Page List

Font Size:

“If we’ll be dead soon, why are you helping us?”

I place my hand on his shoulder. “While we’re alive, we may hope. Perhaps your council will let Riley and me go after all. Then I want the Gar tribe to think, ‘Nator’ax is an honorable man. We have hunted with him. Perhaps we should be friends with his whole tribe.’”

“Are there more women in your tribe?” a man asks.

“There are,” I tell them. “For you see, one woman isn’t enough for a tribe of more than one man. And even then, only if she chooses that man.”

They exchange glances.

We begin the journey back. The sun has shifted, casting longer shadows across the ice. The wind has picked up again, carrying the scent of blood and cold.

As the village comes into view in the distance, my focus narrows. Riley is there. I will see her again. I will make sure she is still mine to protect.

And tonight, while I still can, I will remind her that we are not yet beaten.

My manhood responds under the fur. We may have only four days to live, but those days may be pleasant for both of us.

13

- Riley-

I hear them before I see them.

Voices carry differently out here, skimming across the frozen ground instead of getting swallowed the way sound does in the jungle. There is a rhythm to it. There’s laughter, sharp calls, the scrape of something heavy dragged over ice. When it all stops, it means something unusual is happening.

I step out of the cave. The cold hits immediately, biting through the fur wrapped around me, but I barely register it. My eyes are already searching the line of figures cresting the rise beyond the huts and tents.

I spot him instantly, and it isn’t hard. Nator’ax walks at the front, broad shoulders wrapped in thick furs, sword strapped outside it. There is blood on him, dark against the pale hides, but I don’t think it’s his. He moves like nothing touched him, like nothing even came close.

Relief hits first, fast, and overwhelming. He’s alive.

And he looks powerful, as if he belongs here, as if he’s the chief. It’s partly that he’s bigger than the Gar men in the hunting party, but also the way he carries himself, and the way the others walk behind him. Something happened on this hunting trip, something good.

It does something very specific to me. He looks like he could take on anything this planet throws at him and win.

I swallow, my fingers tightening in the fur at my chest.

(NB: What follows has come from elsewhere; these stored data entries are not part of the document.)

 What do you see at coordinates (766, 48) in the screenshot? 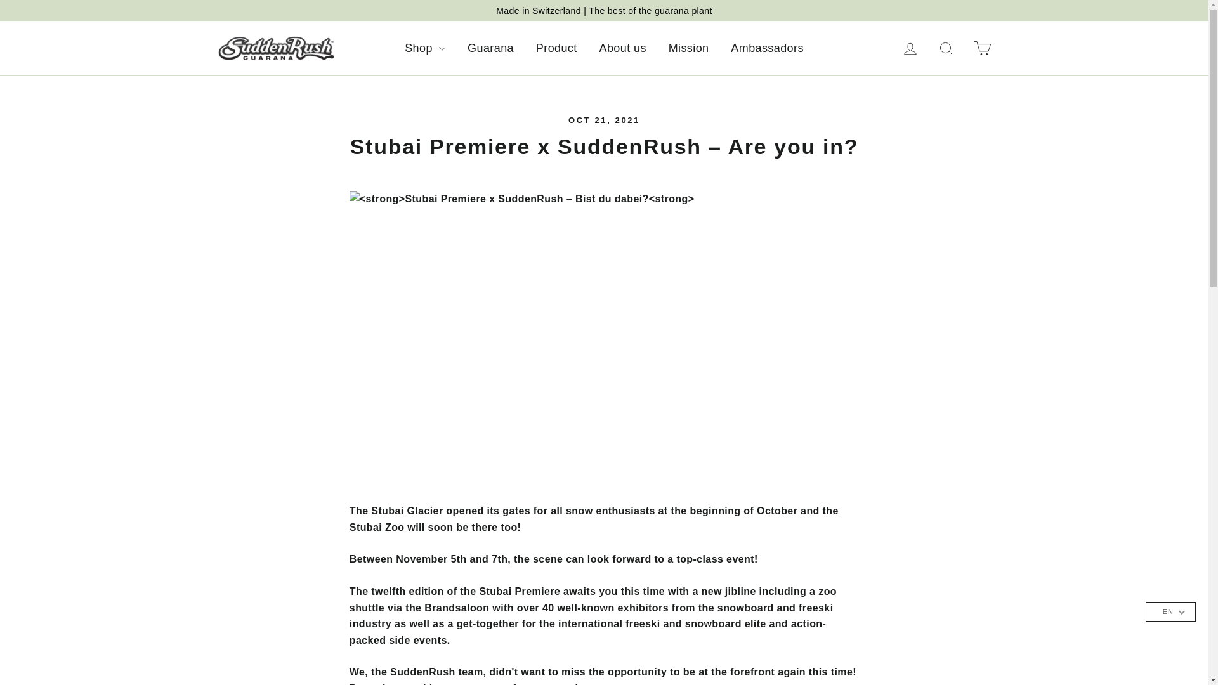
I see `Ambassadors` at bounding box center [766, 48].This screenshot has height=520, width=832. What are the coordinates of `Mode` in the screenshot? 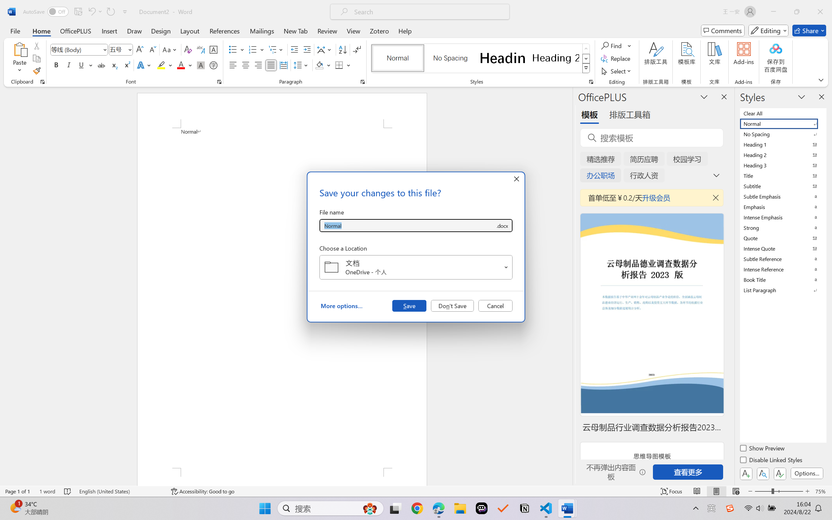 It's located at (769, 31). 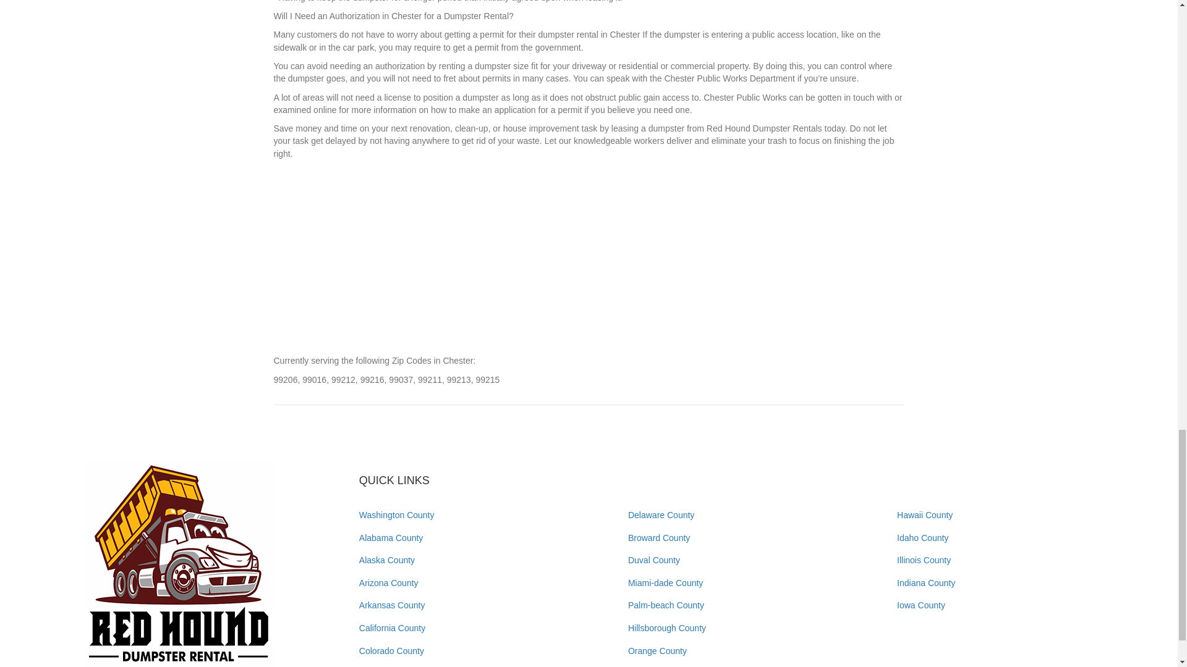 What do you see at coordinates (179, 565) in the screenshot?
I see `redhounddumpster` at bounding box center [179, 565].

This is how it must have been, back on Earth’s own Stone Age world, when your man returned from hunting a mammoth and hadn’t been killed or injured. Because it speaks to something primal in me, something that makes my midsection melt a bit.

The hunters come closer, and the details sharpen. The thing they are dragging behind them is enormous. It’s some kind of dinosaur, all thick hide and heavy limbs, its bulk stretched across a crude sled made of spears and bone.

A few of the men are talking over each other as they come closer, and the men of the tribe come to meet them.

“He made it fall,” one of them says, gesturing toward Nator’ax.

“Never seen anything like it,” another adds. “It charged, and then… down. Just like that.”

“We did not lose a single man,” a third says, almost like he cannot quite believe it. “Not a single injury.”

My gaze flicks between them and Nator’ax. They are clearly praising him. And they are not the only ones. Men and boys are gathering to welcome them. The energy is different from anything I have seen since we arrived. It’s much lighter and more cheerful.

Hope flares in my chest, sudden and dangerous. This is good, because if they respect him, and if they start to think that they need him, then maybe… I cut the thought off before it can fully form, but it doesn’t go away. It lingers, bright, and fragile. Maybe we aren’t as doomed as I thought.

Nator’ax’s head turns, and his eyes find me again. Everything else fades for a second.

There is something in his expression that shifts when he sees me, a little smile, a contraction around the eyes and the mouth, as if he’s saying, “It worked.” And he says it only to me.

My breath catches, and I start toward him without thinking. I am aware of people watching, of the way some of the men glance between us, but I cannot bring myself to care. Not right now.